People watching at the German Flohmarkts and French Puces has been a part of my multicultural further education. Although only separated by the ditch the collecting stereotypes on the French and German banks are very different.

German summer Flohmarkt

German summer Flohmarkt

The housewives (S 7) of southern Germany have a penchant for collecting French shabby chic and they buy at Flohmarkt stands in Germany that are laid with white linen table clothes decorated with enamel pots and wire baskets recently spirited across the border from sleepy Alsace flea markets. The ghostly white stands appear to be powdered with chalk dust and each item is neatly overpriced with a handcrafted hanging tag.

The extent to which the British enjoy collecting old stuff became clear to me when I discovered that a short distance away in Germany there is a land largely free of the antiques, vintage and retro collecting addiction.

In February I visited three bookshops in Germany. One was a town bookshop the other two were three storey city book emporiums. In the first shop I naively asked for the section on antiques and collecting. The assistant took me to meet one sad and lonesome anorexic book on old clocks. The other two bookshops did not even have this blemish on their stock.

The men aged 40 to 60 who are of German descent (S 8) do have one vintage interest at the flea markets, Schallplatten. They crowd round the boxes of 70’s and 80’s vinyl and seem to have an insatiable appetite for 8 and 10 Euro LPs and in particular progressive rock and heavy metal and are eager to buy the Zappa and Zeppelin LPs that they too hastily replaced with children, CDs or both.

Germany prohibits the spreading (sale) of Nazi memorabilia. This is one of the few laws that is widely disregarded in this part of Germany at least.

Brown paper package tied up with string at south German flea market

Brown paper package tied up with string at south German flea market

Any group of men of German descent (S 9) crowded round a stall that isn’t filled with old records are quite possibly grovelling through the sometimes half-heartedly hidden ‘memorabilia’.

England on a south German flea market stand

England on a south German flea market stand

There are many Germans of Turkish descent (S 10) and they have zero interest in records or memorabilia.
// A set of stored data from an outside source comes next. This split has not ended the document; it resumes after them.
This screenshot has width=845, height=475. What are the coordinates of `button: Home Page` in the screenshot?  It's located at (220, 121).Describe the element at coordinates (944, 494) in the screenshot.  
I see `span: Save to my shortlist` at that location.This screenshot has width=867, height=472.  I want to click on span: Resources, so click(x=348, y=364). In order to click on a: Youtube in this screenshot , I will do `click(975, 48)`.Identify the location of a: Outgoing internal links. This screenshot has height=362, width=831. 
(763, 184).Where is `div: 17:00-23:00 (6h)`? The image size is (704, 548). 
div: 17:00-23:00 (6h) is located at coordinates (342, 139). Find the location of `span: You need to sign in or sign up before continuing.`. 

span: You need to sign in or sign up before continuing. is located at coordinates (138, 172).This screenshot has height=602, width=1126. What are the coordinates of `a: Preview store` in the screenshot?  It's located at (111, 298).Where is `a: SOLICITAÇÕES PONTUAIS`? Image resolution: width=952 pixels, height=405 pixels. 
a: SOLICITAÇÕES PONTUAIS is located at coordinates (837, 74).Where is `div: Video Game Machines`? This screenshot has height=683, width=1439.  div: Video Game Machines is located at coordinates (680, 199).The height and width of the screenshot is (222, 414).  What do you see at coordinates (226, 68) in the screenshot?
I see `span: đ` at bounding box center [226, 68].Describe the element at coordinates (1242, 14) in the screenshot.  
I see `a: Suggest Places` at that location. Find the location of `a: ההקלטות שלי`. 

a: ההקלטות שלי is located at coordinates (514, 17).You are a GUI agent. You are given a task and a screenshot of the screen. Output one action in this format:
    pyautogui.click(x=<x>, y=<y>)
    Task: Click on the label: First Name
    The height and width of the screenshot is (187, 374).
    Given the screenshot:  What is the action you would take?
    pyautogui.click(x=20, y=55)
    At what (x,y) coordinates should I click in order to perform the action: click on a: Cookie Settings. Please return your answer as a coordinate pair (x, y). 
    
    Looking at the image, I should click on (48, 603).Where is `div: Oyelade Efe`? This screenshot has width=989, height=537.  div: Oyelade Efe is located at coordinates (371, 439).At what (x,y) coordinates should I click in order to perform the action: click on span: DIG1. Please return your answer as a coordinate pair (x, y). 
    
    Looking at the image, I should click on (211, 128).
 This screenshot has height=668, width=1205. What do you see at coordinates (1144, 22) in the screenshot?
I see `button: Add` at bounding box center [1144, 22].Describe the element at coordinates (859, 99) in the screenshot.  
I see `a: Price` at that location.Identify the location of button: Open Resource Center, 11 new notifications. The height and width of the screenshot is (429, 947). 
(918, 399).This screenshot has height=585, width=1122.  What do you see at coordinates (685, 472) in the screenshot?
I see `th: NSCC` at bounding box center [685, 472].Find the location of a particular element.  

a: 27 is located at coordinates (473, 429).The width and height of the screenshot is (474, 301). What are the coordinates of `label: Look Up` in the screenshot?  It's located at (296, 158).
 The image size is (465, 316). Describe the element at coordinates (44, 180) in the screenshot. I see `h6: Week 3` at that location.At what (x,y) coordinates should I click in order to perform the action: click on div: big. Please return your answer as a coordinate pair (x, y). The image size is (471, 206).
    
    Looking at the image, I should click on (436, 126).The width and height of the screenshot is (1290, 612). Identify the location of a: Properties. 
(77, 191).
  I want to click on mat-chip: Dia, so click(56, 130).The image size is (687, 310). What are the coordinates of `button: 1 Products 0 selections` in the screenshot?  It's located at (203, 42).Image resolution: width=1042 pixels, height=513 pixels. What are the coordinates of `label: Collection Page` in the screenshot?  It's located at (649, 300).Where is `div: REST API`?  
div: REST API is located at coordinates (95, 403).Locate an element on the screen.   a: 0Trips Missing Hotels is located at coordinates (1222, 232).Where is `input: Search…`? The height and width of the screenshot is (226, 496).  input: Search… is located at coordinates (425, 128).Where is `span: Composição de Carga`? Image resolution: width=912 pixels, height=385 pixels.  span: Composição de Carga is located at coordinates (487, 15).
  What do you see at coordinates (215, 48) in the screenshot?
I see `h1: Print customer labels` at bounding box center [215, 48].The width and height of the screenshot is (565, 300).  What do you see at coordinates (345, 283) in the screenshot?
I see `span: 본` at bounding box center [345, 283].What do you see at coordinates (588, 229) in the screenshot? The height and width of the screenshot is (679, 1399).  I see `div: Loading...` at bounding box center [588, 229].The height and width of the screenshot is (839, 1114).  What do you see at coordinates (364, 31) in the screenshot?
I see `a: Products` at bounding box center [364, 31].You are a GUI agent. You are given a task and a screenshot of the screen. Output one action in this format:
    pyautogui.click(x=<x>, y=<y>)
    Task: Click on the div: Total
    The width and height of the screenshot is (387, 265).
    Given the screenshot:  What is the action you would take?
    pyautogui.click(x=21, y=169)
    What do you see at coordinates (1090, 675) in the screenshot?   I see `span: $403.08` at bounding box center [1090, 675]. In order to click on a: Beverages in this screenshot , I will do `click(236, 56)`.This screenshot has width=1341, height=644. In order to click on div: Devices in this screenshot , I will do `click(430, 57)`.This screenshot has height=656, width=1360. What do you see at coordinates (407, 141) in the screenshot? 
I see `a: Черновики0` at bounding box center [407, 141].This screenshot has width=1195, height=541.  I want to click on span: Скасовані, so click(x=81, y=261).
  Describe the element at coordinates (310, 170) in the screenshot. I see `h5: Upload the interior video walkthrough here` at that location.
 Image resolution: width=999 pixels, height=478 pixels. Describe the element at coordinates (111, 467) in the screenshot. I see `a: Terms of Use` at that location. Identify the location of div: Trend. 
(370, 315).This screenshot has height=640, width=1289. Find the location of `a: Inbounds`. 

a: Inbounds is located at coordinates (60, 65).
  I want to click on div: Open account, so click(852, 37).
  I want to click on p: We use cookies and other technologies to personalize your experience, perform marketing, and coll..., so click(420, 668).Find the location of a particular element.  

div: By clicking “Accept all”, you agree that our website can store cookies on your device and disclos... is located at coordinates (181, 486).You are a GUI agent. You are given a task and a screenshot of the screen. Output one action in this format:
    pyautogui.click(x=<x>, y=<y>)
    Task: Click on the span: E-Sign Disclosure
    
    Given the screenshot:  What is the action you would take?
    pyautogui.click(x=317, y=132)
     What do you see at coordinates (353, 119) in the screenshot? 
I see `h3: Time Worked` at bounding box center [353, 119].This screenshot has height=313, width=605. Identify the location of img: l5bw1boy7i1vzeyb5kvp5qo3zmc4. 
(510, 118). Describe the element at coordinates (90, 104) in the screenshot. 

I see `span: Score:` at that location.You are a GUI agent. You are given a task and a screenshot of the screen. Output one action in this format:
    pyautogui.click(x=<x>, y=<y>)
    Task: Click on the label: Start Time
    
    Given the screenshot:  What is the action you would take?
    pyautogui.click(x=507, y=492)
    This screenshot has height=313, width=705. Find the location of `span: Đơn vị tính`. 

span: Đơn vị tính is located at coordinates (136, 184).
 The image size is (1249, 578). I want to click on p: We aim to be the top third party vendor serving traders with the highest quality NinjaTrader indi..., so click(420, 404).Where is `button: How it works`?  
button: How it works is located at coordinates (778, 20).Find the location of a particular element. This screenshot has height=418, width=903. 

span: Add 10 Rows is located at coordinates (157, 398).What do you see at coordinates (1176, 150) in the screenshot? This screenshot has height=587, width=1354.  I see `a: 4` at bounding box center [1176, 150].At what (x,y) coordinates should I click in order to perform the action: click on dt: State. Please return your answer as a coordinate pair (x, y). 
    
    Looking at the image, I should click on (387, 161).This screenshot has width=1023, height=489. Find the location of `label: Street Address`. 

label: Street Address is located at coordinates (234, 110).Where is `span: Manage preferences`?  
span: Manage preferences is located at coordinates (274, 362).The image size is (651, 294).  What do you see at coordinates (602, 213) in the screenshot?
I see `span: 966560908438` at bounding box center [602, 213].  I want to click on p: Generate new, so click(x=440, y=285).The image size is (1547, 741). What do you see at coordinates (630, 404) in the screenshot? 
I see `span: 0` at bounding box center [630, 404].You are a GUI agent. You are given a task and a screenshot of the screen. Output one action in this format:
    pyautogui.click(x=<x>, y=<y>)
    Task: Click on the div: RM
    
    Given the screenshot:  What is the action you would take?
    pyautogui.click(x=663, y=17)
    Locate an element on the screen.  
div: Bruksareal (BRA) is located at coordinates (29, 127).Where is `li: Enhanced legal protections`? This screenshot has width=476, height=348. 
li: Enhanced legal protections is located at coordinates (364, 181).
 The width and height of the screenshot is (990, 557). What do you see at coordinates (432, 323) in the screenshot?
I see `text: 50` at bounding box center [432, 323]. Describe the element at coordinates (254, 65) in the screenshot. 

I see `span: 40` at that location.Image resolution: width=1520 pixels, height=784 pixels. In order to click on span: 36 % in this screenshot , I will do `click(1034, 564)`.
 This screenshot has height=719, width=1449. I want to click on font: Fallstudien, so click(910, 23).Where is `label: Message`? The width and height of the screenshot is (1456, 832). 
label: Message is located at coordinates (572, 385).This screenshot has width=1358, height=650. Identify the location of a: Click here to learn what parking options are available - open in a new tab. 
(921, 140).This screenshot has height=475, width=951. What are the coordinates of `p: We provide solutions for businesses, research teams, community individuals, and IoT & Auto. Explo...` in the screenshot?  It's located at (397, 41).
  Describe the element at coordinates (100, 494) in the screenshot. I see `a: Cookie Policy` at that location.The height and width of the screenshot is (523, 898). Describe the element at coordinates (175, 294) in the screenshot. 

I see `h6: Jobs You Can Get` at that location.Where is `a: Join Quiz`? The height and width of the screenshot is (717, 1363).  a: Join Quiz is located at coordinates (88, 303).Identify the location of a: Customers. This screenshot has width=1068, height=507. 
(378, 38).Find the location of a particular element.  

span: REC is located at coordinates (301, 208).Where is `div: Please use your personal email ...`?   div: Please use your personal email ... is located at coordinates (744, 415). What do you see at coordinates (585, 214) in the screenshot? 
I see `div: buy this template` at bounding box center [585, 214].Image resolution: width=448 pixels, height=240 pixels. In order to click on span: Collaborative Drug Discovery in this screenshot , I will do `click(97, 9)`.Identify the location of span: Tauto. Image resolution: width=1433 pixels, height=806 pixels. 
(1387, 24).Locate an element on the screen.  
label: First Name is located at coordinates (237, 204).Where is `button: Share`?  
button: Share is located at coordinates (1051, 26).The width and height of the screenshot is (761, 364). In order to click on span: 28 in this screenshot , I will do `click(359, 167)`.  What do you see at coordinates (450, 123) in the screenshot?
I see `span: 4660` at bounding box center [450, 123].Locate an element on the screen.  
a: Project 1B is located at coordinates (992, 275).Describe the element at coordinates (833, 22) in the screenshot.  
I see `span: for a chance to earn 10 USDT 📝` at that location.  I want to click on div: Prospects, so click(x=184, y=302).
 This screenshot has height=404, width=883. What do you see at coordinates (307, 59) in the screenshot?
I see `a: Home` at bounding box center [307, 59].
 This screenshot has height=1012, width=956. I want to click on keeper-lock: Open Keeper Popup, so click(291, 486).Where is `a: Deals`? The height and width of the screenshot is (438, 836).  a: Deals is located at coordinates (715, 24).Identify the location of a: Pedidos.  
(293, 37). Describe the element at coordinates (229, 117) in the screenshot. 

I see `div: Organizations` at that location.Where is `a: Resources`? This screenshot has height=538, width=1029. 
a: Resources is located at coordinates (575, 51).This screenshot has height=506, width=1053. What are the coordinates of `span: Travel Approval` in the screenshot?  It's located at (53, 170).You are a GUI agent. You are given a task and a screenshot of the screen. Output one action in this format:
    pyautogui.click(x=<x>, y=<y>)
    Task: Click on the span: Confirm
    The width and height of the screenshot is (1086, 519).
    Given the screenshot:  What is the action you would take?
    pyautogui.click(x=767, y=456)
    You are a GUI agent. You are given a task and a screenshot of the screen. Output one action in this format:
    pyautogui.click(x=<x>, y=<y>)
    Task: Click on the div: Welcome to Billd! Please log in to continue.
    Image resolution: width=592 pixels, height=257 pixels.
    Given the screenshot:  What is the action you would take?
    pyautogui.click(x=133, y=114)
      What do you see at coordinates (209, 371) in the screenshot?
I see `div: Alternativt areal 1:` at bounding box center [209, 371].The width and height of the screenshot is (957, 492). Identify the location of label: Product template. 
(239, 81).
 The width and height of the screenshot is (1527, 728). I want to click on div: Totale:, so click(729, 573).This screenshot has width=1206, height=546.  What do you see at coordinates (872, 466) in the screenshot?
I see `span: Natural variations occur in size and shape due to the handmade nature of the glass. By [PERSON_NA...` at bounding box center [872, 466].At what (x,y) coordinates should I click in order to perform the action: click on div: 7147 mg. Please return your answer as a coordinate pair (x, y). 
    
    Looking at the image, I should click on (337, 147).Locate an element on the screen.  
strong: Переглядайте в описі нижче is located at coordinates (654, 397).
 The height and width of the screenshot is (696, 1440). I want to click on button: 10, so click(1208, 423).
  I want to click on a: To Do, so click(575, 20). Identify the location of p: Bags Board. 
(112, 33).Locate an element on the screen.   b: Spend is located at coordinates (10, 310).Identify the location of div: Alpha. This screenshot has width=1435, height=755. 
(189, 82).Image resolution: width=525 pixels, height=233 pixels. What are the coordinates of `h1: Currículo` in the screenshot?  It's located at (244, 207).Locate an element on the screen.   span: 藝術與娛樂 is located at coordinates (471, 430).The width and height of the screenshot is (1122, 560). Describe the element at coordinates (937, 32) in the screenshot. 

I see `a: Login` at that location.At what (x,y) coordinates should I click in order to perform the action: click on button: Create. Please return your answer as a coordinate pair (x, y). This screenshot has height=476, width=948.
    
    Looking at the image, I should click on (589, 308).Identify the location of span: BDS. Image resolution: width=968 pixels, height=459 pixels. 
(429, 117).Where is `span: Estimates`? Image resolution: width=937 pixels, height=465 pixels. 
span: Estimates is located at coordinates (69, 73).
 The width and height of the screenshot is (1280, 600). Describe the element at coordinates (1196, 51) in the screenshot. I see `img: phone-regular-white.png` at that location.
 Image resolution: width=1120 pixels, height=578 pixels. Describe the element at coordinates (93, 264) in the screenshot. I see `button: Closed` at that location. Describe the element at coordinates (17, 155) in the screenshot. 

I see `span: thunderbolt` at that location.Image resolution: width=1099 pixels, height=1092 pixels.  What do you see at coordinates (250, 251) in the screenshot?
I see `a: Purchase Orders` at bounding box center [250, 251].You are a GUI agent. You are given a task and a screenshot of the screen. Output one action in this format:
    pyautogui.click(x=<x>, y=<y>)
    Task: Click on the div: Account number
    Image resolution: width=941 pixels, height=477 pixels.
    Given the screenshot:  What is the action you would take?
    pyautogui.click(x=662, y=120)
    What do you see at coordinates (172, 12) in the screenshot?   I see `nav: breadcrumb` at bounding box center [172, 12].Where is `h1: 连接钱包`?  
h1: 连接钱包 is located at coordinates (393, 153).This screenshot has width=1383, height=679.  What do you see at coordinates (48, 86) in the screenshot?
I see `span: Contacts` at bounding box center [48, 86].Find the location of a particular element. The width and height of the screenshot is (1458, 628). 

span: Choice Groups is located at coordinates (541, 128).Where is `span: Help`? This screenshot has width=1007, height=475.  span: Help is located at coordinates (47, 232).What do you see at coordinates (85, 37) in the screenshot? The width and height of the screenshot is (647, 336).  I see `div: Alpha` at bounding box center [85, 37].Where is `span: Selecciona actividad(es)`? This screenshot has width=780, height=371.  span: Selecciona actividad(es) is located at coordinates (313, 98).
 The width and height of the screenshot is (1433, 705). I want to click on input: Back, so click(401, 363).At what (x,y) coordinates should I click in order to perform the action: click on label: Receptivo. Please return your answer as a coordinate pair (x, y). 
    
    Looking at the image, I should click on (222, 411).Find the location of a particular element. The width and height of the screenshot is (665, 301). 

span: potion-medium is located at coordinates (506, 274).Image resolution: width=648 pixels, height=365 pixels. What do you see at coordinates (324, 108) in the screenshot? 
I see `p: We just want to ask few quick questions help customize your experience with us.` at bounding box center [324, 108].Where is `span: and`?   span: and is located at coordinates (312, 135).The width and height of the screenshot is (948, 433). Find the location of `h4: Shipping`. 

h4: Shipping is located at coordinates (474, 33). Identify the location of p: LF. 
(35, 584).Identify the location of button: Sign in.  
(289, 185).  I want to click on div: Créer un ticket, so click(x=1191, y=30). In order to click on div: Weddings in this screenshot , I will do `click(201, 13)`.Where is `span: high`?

They zoom in on any box of jewellery, the more entangled, unsorted and unloved the better. They will carefully examine every necklace, bracelet, locket and earring for a chance find of gold or silver. Their thoroughness and persistence indicate that they must meet with success from time to time.

Across the border France has its own collecting stereotypes. The keen-eyed Frenchmen (S 11) are obsessed, until precisely 12.00, lunchtime, with the details and nuances of champagne cork tops, pin badges and postcards. The obsession is usually long over for the day by the time lunch is finished at 4 ish.

Another sunny Farfouille de Leyment near Lyon

High noon at another sunny Farfouille de Leyment near Lyon

Mulhouse has many French of North African descent. The men have their special interest, power. They collect electrical devices, cables, transformers, connectors, phone chargers, mobiles, in fact any electrical device is fair game for this stereotype (S 12). The long dressed and scarfed women (S 13) have their own speciality, pots and pans. A particular danger of these markets is the risk of being impaled by pan handles that stick out at knee height from their over-filled tartan coloured two-wheeled shopping trolleys.

Men's stuff at a French flea market

Men’s stuff at a French flea market

But it can be the Manx collecting stereotype (S 1) that is the most afflicted. When I asked a Manx farmer why he had collected so much old machinery in his farmyard he replied that he kept everything for twenty years and if it had not come in useful by then he kept if for another twenty.

Being a foreigner wherever I go means that I find an easy familiarity with those stereotypes whose roots are not deep in the land where they have made their home, but I have given up trying to explain to those I meet where exactly in our world the ‘little rocky Isle of Man’ is, the only rock on which I am not a foreigner.